Mode Regularized Generative Adversarial Networks

The paper "Mode Regularized Generative Adversarial Networks" addresses a prominent issue in the training of Generative Adversarial Networks (GANs): the instability and mode collapse during the generative process. GANs, although achieving state-of-the-art outcomes in various tasks like image generation and video prediction, are susceptible to generating samples from only a few modes of the data distribution. This can result in reduced diversity and entropy within generated samples notably missing smaller modes.

Main Contributions

The authors propose a novel framework incorporating mode regularizers to stabilize GAN training and enhance the diversity of generated samples:

  1. Issue Identification: The instability and mode collapse in GANs are attributed to the discriminator's decision boundaries, which can misdirect probability mass across the feature space.
  2. Regularizer Design: The paper introduces regularizers for the GAN objective, prominently using geometric metric regularizers and mode regularizers. These regularizers are intended to provide stable gradients and equitably distribute probability mass across all modes of the data distribution.
  3. Training Framework: A new training algorithm called Manifold-Diffusion Training (MDGAN) is implemented to separate the generative process into matching and diffusion steps, improving the stability and quality of the GAN's output.

Results and Analysis

Significant outcomes from empirical evaluations highlight the effectiveness of the proposed methods:

  • On the MNIST dataset, the use of mode regularizers demonstrated notable improvements in both the stability of training and the quality of generated samples, reflected in higher MODE scores compared to traditional GANs.
  • In complex settings like the CelebA dataset, MDGAN achieved a substantial reduction in missing modes, demonstrating improved adherence to the diversity present in the real-world data distribution.
  • Qualitative analysis shows that samples from the proposed method exhibit fewer distortions and enhanced diversity, particularly compared to other advanced models such as VAEGAN and DCGAN.

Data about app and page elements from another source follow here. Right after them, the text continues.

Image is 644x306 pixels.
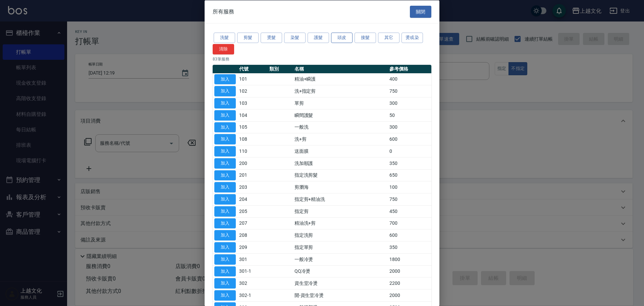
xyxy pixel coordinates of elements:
td: 205 [237,205,267,217]
td: 600 [387,133,432,145]
td: 2000 [387,289,432,301]
button: 加入 [214,194,235,204]
td: 1800 [387,253,432,266]
td: 302 [237,277,267,289]
button: 加入 [214,74,235,85]
button: 加入 [214,254,235,265]
td: 300 [387,121,432,133]
td: 指定洗剪 [293,229,388,241]
td: 剪瀏海 [293,181,388,193]
td: 2200 [387,277,432,289]
button: 其它 [378,33,399,43]
td: 資生堂冷燙 [293,277,388,289]
button: 加入 [214,110,235,120]
button: 護髮 [308,33,329,43]
td: 350 [387,157,432,169]
button: 染髮 [284,33,306,43]
td: 50 [387,109,432,121]
td: 103 [237,97,267,109]
td: 101 [237,73,267,86]
td: 送面膜 [293,145,388,157]
td: 指定剪+精油洗 [293,193,388,205]
p: 83 筆服務 [212,56,432,62]
button: 加入 [214,122,235,132]
button: 關閉 [409,6,432,17]
button: 加入 [214,182,235,192]
button: 加入 [214,146,235,157]
button: 剪髮 [237,33,259,43]
th: 名稱 [293,64,388,73]
td: 105 [237,121,267,133]
td: 450 [387,205,432,217]
td: 指定單剪 [293,241,388,253]
td: 600 [387,229,432,241]
button: 清除 [212,43,234,54]
td: 301-1 [237,266,267,277]
td: 301 [237,253,267,266]
td: 洗+指定剪 [293,85,388,97]
td: 209 [237,241,267,253]
td: 204 [237,193,267,205]
td: 精油洗+剪 [293,217,388,229]
button: 頭皮 [331,33,353,43]
td: 110 [237,145,267,157]
button: 加入 [214,134,235,144]
td: 750 [387,85,432,97]
td: 400 [387,73,432,86]
td: 102 [237,85,267,97]
td: 2000 [387,266,432,277]
td: QQ冷燙 [293,266,388,277]
td: 201 [237,169,267,181]
td: 650 [387,169,432,181]
td: 203 [237,181,267,193]
td: 精油+瞬護 [293,73,388,86]
th: 類別 [267,64,293,73]
button: 燙髮 [260,33,282,43]
td: 100 [387,181,432,193]
td: 207 [237,217,267,229]
button: 加入 [214,266,235,276]
button: 加入 [214,98,235,109]
th: 代號 [237,64,267,73]
button: 加入 [214,230,235,241]
button: 加入 [214,158,235,168]
td: 200 [237,157,267,169]
button: 加入 [214,170,235,180]
td: 750 [387,193,432,205]
button: 加入 [214,217,235,228]
button: 洗髮 [213,33,235,43]
td: 104 [237,109,267,121]
td: 300 [387,97,432,109]
button: 接髮 [355,33,376,43]
button: 加入 [214,206,235,217]
td: 開-資生堂冷燙 [293,289,388,301]
button: 加入 [214,278,235,289]
button: 燙或染 [402,33,423,43]
td: 洗+剪 [293,133,388,145]
th: 參考價格 [387,64,432,73]
td: 指定剪 [293,205,388,217]
td: 0 [387,145,432,157]
button: 加入 [214,290,235,300]
button: 加入 [214,242,235,252]
td: 單剪 [293,97,388,109]
td: 洗加順護 [293,157,388,169]
td: 700 [387,217,432,229]
td: 指定洗剪髮 [293,169,388,181]
td: 一般冷燙 [293,253,388,266]
td: 208 [237,229,267,241]
td: 一般洗 [293,121,388,133]
td: 350 [387,241,432,253]
td: 302-1 [237,289,267,301]
span: 所有服務 [212,8,234,14]
td: 瞬間護髮 [293,109,388,121]
button: 加入 [214,86,235,96]
td: 108 [237,133,267,145]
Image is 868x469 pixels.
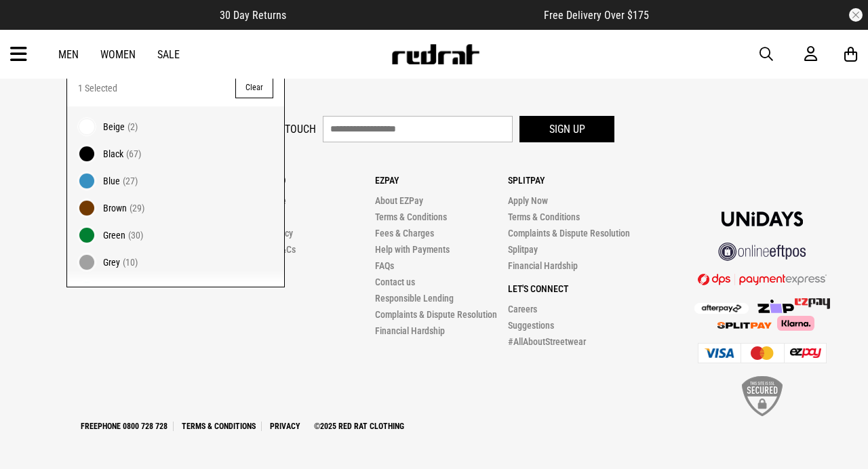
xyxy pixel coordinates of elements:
span: Multi [103,284,122,295]
button: Open LiveChat chat widget [11,5,51,46]
a: Help with Payments [376,244,450,255]
img: Zip [757,300,795,313]
p: More Info [242,175,376,186]
img: Splitpay [717,322,772,328]
a: Complaints & Dispute Resolution [376,309,497,319]
img: Splitpay [795,298,830,309]
img: DPS [698,273,827,285]
a: Terms & Conditions [508,211,580,222]
span: (10) [123,257,137,268]
span: Grey [103,257,120,268]
a: FAQs [376,260,394,271]
span: Free Delivery Over $175 [544,9,649,22]
span: Brown [103,203,127,213]
img: online eftpos [718,242,807,261]
a: Apply Now [508,196,548,206]
img: Klarna [772,316,815,331]
span: Blue [103,175,120,187]
a: Men [58,48,79,61]
span: 1 Selected [78,80,117,96]
a: Terms & Conditions [376,211,447,222]
button: Clear [236,78,274,98]
a: Responsible Lending [376,293,453,304]
a: Terms & Conditions [176,421,262,431]
span: 30 Day Returns [220,9,286,22]
button: Sign up [520,116,615,142]
p: Splitpay [508,175,641,186]
span: (27) [123,175,137,187]
a: Financial Hardship [376,326,445,336]
img: Afterpay [694,303,748,314]
span: Green [103,230,126,241]
a: Fees & Charges [376,227,434,239]
a: Splitpay [508,244,538,255]
iframe: Customer reviews powered by Trustpilot [314,8,517,22]
span: Black [103,149,123,159]
img: Redrat logo [391,44,480,65]
span: (29) [125,284,140,295]
img: Unidays [722,211,803,227]
a: Women [100,48,136,61]
a: Contact us [376,276,415,288]
span: (67) [126,149,141,159]
div: Colour [66,69,285,288]
span: (2) [128,121,137,132]
img: Cards [698,343,827,363]
a: Financial Hardship [508,260,578,271]
a: Sale [158,48,180,61]
span: Beige [103,121,125,132]
a: Suggestions [508,319,554,331]
span: (30) [128,230,143,241]
a: Careers [508,304,538,314]
a: #AllAboutStreetwear [508,336,586,347]
p: Let's Connect [508,283,641,294]
a: ©2025 Red Rat Clothing [308,421,410,431]
a: About EZPay [376,196,423,206]
a: Freephone 0800 728 728 [75,421,174,431]
a: Privacy [265,421,306,431]
span: (29) [129,203,144,213]
a: Complaints & Dispute Resolution [508,227,630,239]
p: Ezpay [376,175,508,186]
img: SSL [742,376,783,416]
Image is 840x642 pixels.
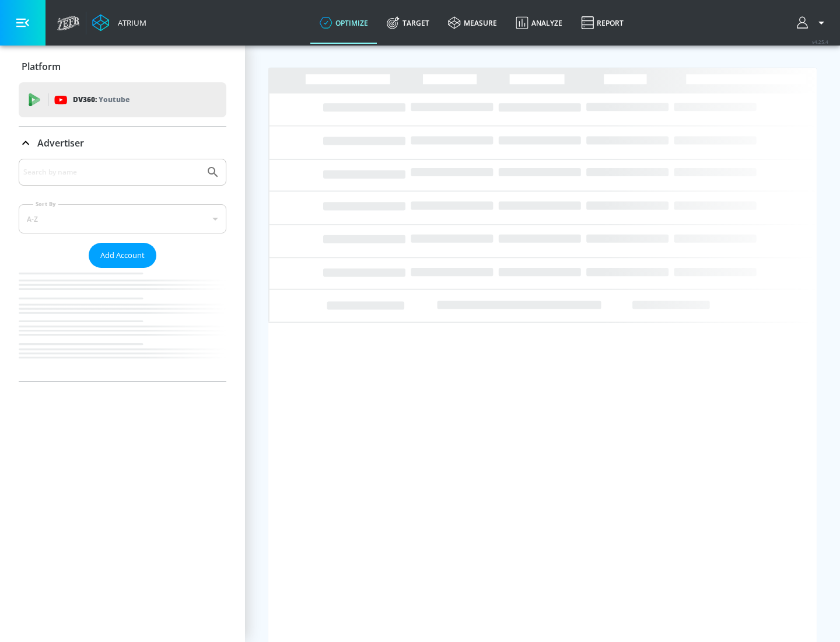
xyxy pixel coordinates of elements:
[19,82,227,117] div: DV360: Youtube
[19,50,227,82] div: Platform
[19,268,227,381] nav: list of Advertiser
[19,159,227,381] div: Advertiser
[22,60,61,73] p: Platform
[93,14,146,32] a: Atrium
[89,242,156,268] button: Add Account
[572,1,633,44] a: Report
[19,204,227,233] div: A-Z
[19,126,227,159] div: Advertiser
[113,17,146,28] div: Atrium
[506,1,572,44] a: Analyze
[439,1,506,44] a: measure
[24,164,200,180] input: Search by name
[37,136,84,149] p: Advertiser
[100,248,145,262] span: Add Account
[33,200,58,208] label: Sort By
[812,39,829,45] span: v 4.25.4
[311,1,377,44] a: optimize
[377,1,439,44] a: Target
[98,93,130,105] p: Youtube
[73,93,130,106] p: DV360:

Implications and Future Directions

The introduction of regularizers offers a promising path to address GAN training challenges, specifically mode collapse and instability. The proposed regularizers effectively balance model variance and bias, suggesting that further exploration into other forms of regularization could be fruitful. Additionally, future research might investigate the applicability of these regularizers to other variants of GANs, and how they influence different tasks such as sequence generation or 3D modeling.

The discussion in this paper contributes a significant methodological advancement in how GANs may be trained more effectively, paving the way for more robust and diverse generative models in the artificial intelligence domain.